For you, maybe. I understand that fitness is growing to become a new mainstream religion in the West, but not everyone wants to participate in this.
That said, I'm not saying one should not have a healthy lifestyle. Sure, encourage more physical activity. But for the love of Great Maker, do not break up the time kids spend on intellectual tasks or hobbies into small chunks. You can do fitness rituals in 15-minutes stretches, but you can't do anything that requires any kind of creativity or focus in that time.
If you mean Pomodoros, then it doesn't count - the whole idea of "Pomodoro break" is to be short and spent in such a way as to not really break you out of focus.
If you can just sit down at random times and immediately code for 20 minutes with full focus, please tell us your secret. It sounds like a superhuman skill.
I do the same thing, 30 minute stints, 3-5 minute breaks. Occasionally if I'm really rolling I'll just keep going but I generally make sure to stop for breaks.
The key is to do things that won't get you mentally distracted, has a good stopping point, and lets you mentally rest.
Good breaks:
- I walk around the building
- Watch a short comedy youtube video
- Scroll through memes/comics
- Read blog posts, usually ones that aren't too detail-oriented and with good stopping points (Coding Horror is a good example)
- Listen to an instrumental music song (no lyrics), close my eyes, maybe get some fresh air.
Bad breaks:
- Start a long email
- Other projects.
- Anything mentally taxing or stressful (don't pay bills on break, don't try to figure out what you'll have for dinner)
- Read an exciting book that you don't want to put down
Doing this helps me stay focused all day. Over an 8 hour shift I take breaks for approx 48-80 minutes (plus lunch), so at most a little over an hour is wasted--versus burning out after just a few hours, writing bad code that I then spend the next day cleaning up.
This further translates into me being able to work some more on some side projects when I get home without getting burnt out--and not always programming, but other mental work like writing, art, meal planning, etc.
I'd question how effective a 15-minute fitness session is; it usually takes me that long to get really warmed up, not to mention the time it takes to get cleaned up after I'm done.
As I am a fan of the lazy programmer theory, we should be encouraging people to be lazy now, so that the biochemical effects of physical activity may be effortlessly emulated by a brilliant technical workaround later. The more smart people we have working on exercise-free health, the better.
Your selfish act of keeping your own body healthy with literally dozens of minutes of pointless kilocalorie-burning and wasted watts every week is a Nash equilibrium choice. Think of all the benefits to society that could be realized if no one ever needed to exercise to stay healthy. But if you're healthy now, you have no particular incentive to cheat death. You're taking brains out of that innovation lottery.
Come on, people. We can automate people out of their paying jobs, but can't automate exercise out of existence?!
Perhaps there is a sort of cognitive dissonance in play. People who have remained healthy their entire lives by disciplined application of exercise would undoubtedly feel betrayed and devalued when people can achieve the same results with drugs and implants.
/s
Programming and doing exercise are not entirely rivalrous tasks, but I can get a lot done in 3 hours if I am completely focused and entirely uninterrupted (even from self-sourced interruptions).
It really depends on who you ask. Some people may prioritize being the best programmer they can be over being healthy, but it's undeniable the connection between healthy body and a healthy mind.
That said, I'm not saying one should not have a healthy lifestyle. Sure, encourage more physical activity. But for the love of Great Maker, do not break up the time kids spend on intellectual tasks or hobbies into small chunks. You can do fitness rituals in 15-minutes stretches, but you can't do anything that requires any kind of creativity or focus in that time.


#### DIRECTIONS FOR THIS TASK
With any pictures left out, restate word for word the lines in the listing below from the one holding "List all visible" through the last.

RECORDS FOR THIS TASK Block Start

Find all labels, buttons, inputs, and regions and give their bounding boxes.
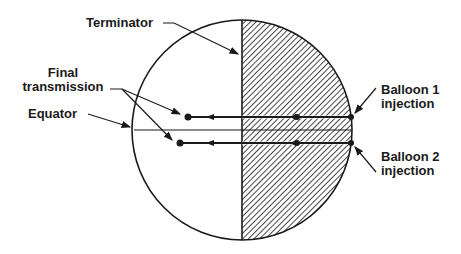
final-transmission-label-line2: transmission	[16, 80, 110, 94]
diagram-graphics	[0, 0, 461, 254]
equator-label: Equator	[28, 107, 77, 121]
balloon2-label-line1: Balloon 2	[381, 150, 440, 164]
final-transmission-label-line1: Final	[16, 66, 110, 80]
balloon1-label-line1: Balloon 1	[381, 83, 440, 97]
planet-diagram: Terminator Final transmission Equator Ba…	[0, 0, 461, 254]
balloon2-label-line2: injection	[381, 164, 434, 178]
balloon1-label-line2: injection	[381, 97, 434, 111]
terminator-label: Terminator	[86, 16, 153, 30]
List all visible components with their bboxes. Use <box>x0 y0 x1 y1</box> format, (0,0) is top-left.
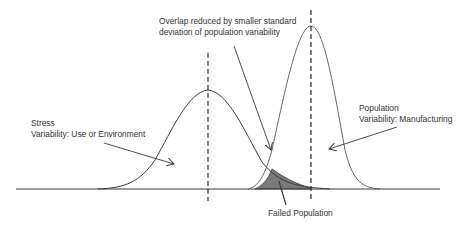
stress-label-variability: Variability: Use or Environment <box>31 129 145 140</box>
population-label-title: Population <box>359 103 399 114</box>
overlap-label-line1: Overlap reduced by smaller standard <box>159 16 296 27</box>
stress-label-title: Stress <box>31 118 55 129</box>
interference-diagram: Overlap reduced by smaller standard devi… <box>0 0 461 225</box>
population-arrow <box>329 127 397 149</box>
overlap-arrow <box>234 46 271 150</box>
population-label-variability: Variability: Manufacturing <box>359 114 452 125</box>
overlap-label-line2: deviation of population variability <box>159 27 280 38</box>
stress-arrow <box>104 143 174 164</box>
failed-population-label: Failed Population <box>268 208 333 219</box>
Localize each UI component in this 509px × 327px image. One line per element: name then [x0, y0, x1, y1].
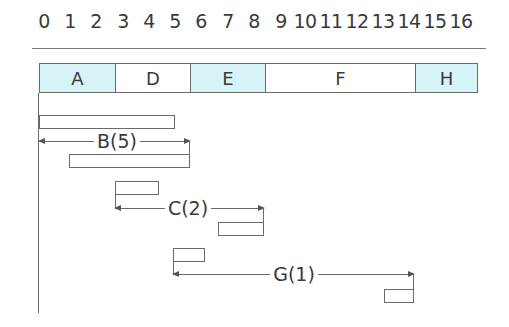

RECORDS FOR THIS TASK Block End

#### ANSWER SPACE
List all visible components with their bboxes. Use <box>x0 y0 x1 y1</box> format, (0,0) is top-left.
stress-label-variability: Variability: Use or Environment <box>31 129 145 140</box>
population-label-title: Population <box>359 103 399 114</box>
overlap-label-line1: Overlap reduced by smaller standard <box>159 16 296 27</box>
stress-label-title: Stress <box>31 118 55 129</box>
interference-diagram: Overlap reduced by smaller standard devi… <box>0 0 461 225</box>
population-arrow <box>329 127 397 149</box>
overlap-arrow <box>234 46 271 150</box>
population-label-variability: Variability: Manufacturing <box>359 114 452 125</box>
overlap-label-line2: deviation of population variability <box>159 27 280 38</box>
stress-arrow <box>104 143 174 164</box>
failed-population-label: Failed Population <box>268 208 333 219</box>
Localize each UI component in this 509px × 327px image. One line per element: name then [x0, y0, x1, y1].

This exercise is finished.